The US will likely hit its statutory borrowing limit between late winter and mid-summer of 2027, according to the Bipartisan Policy Center, a Washington, DC-based think tank. The Treasury Department has enough resources to undertake extraordinary measures for another six to nine months after that, according to the center’s calculations, allowing the US to avoid a default on the national debt while Congress debates how to extend federal borrowing limits.
Republicans raised the debt ceiling by $5 trillion, to $41.1 trillion, as part of last summer’s tax-and-spending law (
The Trump administration has blown through more than half of that new borrowing authority since then, teeing up a congressional debate over how to address growing national deficits or else risk a potentially catastrophic default on the debt they are building.
“Our fiscal position is unsustainable,” said Shai Akabas, vice president of economic policy at BPC. “It was a little bit refreshing on the last episode to see that there are more people that understand that the dynamic we’ve had for the last 15-plus years is not really serving anybody’s interests.”
The BPC’s wide range for a potential “X date,” when Treasury runs out of accounting maneuvers to avoid default, stems from significant unknowns. They include military spending on the war with Iran, the judicial dismantling of Trump’s tariff agenda, and changing economic conditions brought on by the tax law and Middle East conflict.

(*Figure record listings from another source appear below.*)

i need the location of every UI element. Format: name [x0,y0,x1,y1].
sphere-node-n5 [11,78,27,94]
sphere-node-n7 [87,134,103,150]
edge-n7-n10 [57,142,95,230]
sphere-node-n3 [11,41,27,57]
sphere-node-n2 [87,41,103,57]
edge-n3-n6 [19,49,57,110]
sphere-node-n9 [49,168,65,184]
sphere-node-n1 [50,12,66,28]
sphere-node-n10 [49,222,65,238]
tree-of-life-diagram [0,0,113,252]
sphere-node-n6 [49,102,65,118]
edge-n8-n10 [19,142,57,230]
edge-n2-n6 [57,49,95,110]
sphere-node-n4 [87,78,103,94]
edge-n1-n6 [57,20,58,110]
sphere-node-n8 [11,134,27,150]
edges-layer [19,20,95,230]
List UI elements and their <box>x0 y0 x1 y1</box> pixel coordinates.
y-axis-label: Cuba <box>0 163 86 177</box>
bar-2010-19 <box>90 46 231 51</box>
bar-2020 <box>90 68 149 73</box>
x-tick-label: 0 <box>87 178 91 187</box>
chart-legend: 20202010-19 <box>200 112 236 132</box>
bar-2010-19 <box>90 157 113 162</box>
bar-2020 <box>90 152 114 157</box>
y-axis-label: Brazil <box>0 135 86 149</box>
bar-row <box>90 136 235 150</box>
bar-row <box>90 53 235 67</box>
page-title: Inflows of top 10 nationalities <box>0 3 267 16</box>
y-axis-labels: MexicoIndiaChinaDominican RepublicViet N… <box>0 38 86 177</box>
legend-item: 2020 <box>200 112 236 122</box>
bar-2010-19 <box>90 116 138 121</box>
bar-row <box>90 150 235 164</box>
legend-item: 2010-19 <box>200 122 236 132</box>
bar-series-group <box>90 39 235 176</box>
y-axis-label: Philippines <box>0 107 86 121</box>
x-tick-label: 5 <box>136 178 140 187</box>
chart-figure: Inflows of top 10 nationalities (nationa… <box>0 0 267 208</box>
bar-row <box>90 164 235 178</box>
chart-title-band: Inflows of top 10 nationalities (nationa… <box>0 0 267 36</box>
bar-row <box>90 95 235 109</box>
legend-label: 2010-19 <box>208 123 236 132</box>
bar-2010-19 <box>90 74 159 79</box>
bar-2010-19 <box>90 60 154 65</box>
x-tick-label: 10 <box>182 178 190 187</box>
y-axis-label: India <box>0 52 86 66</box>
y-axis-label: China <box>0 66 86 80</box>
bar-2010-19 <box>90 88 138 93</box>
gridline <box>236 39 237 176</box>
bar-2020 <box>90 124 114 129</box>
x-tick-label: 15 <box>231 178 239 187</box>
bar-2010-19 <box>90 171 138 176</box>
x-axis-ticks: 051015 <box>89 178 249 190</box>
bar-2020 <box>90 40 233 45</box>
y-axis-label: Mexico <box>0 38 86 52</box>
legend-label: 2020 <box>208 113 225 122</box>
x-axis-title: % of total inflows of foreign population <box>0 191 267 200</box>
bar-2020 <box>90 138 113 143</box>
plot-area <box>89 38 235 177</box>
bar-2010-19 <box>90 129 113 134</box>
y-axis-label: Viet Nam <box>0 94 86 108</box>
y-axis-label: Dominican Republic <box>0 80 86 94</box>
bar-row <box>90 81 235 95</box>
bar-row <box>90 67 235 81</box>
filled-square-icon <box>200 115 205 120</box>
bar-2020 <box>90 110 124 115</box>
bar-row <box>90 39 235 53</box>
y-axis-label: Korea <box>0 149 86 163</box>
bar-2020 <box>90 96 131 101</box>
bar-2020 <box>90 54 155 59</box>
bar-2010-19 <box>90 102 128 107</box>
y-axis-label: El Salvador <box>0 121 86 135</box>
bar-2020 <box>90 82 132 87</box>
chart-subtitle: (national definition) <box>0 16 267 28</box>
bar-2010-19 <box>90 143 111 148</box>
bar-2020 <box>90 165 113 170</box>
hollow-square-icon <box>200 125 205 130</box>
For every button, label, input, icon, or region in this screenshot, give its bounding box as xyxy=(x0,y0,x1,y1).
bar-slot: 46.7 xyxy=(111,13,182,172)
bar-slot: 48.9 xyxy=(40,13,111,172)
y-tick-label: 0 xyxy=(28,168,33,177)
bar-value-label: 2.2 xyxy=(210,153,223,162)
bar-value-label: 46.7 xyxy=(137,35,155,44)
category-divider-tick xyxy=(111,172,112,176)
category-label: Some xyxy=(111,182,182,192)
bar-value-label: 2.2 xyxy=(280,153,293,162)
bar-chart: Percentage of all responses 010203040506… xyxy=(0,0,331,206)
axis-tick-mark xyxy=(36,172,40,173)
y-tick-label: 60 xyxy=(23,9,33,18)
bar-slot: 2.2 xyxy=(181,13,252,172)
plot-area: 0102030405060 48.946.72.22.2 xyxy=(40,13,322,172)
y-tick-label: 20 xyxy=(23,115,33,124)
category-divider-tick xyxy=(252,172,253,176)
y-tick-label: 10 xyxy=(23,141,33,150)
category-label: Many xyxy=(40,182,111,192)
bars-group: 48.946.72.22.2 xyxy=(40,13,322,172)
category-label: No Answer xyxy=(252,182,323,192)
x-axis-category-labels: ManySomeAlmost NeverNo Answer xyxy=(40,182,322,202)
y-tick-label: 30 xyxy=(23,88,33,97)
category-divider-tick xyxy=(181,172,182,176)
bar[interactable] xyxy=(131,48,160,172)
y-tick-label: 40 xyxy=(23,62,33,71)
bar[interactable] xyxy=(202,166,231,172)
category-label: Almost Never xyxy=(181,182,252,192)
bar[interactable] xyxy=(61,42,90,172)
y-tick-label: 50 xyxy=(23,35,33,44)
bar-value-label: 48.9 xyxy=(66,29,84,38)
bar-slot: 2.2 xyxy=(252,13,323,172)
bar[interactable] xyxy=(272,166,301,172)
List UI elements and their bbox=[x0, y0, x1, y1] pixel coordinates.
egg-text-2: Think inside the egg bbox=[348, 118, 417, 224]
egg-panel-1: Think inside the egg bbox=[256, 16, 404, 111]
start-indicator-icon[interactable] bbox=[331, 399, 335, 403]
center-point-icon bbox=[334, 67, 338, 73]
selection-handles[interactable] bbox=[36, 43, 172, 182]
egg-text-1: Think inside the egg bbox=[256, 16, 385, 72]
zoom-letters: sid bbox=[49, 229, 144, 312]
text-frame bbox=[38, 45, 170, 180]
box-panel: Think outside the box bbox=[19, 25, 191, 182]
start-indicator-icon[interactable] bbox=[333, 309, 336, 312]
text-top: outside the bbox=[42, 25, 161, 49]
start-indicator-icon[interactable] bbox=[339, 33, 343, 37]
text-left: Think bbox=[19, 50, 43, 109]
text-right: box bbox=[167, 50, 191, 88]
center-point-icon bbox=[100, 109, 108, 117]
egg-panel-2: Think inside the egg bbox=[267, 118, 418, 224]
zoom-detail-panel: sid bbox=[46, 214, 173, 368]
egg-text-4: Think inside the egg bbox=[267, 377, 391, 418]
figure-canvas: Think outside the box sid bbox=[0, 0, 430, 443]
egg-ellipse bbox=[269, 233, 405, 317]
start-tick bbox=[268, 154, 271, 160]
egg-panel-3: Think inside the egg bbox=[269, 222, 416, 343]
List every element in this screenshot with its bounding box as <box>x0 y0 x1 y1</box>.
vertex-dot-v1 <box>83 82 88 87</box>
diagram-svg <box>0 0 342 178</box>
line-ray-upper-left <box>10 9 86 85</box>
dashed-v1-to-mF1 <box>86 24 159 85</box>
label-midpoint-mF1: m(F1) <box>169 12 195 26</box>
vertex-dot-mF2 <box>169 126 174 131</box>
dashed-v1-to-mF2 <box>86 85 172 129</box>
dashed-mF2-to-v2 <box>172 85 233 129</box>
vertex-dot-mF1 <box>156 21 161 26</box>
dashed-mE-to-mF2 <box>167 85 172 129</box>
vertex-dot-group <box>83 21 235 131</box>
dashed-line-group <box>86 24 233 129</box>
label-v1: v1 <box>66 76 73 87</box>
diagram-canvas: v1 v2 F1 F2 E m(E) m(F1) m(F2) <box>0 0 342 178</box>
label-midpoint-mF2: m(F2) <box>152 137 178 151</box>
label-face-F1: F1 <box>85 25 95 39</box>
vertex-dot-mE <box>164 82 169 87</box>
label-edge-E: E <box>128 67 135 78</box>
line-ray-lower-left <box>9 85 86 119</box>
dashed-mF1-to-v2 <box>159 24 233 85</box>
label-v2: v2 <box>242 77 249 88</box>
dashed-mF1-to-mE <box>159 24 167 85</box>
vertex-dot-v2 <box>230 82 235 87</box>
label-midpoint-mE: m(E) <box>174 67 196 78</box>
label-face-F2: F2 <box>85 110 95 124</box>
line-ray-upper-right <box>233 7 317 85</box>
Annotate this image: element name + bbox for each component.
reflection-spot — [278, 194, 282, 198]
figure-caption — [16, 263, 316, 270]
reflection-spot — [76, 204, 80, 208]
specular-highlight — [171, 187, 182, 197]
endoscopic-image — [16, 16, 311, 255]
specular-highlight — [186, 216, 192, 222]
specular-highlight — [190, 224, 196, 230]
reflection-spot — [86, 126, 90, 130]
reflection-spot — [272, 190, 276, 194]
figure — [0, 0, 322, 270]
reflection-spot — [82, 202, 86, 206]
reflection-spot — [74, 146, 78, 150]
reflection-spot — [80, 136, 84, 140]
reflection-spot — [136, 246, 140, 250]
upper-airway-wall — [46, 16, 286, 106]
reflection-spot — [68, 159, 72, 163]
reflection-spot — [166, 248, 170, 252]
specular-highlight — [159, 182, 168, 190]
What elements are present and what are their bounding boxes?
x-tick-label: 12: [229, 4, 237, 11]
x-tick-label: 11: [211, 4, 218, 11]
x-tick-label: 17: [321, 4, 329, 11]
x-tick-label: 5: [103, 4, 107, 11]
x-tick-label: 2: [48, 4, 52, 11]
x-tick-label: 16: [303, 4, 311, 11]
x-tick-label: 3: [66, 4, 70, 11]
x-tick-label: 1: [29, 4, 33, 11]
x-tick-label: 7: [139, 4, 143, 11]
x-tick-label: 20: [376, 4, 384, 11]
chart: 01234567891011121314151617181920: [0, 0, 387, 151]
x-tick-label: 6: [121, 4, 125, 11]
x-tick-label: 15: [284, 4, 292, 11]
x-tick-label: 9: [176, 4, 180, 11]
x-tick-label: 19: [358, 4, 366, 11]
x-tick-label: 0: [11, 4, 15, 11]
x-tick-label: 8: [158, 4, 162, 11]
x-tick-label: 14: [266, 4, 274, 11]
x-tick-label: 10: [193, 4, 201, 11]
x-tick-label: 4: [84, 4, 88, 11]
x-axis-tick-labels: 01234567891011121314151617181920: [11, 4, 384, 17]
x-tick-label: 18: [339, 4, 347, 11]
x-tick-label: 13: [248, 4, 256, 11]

More spending could deplete cash reserves faster, while increased revenues could stall their exhaustion until as late as early 2028. Treasury’s cash and debt management will influence when the ceiling is hit, the analysis shows.
Lawmakers should not wait too long to reach the accord necessary to increase or suspend borrowing authority, the center argued. Doing so could cause borrowing costs to rise if the US credit rating is downgraded again and make it harder to respond to the next fiscal crisis.
“We’ve seen what the debt limit brinkmanship has brought us so far, and none of that has been good,” Akabas said. “There’s an opportunity to take a better path, and the sooner we can get started on that the better.”
(Adds information on Treasury's cash and debt management and link to report in paragraph 7. A previous version corrected Akabas' title.)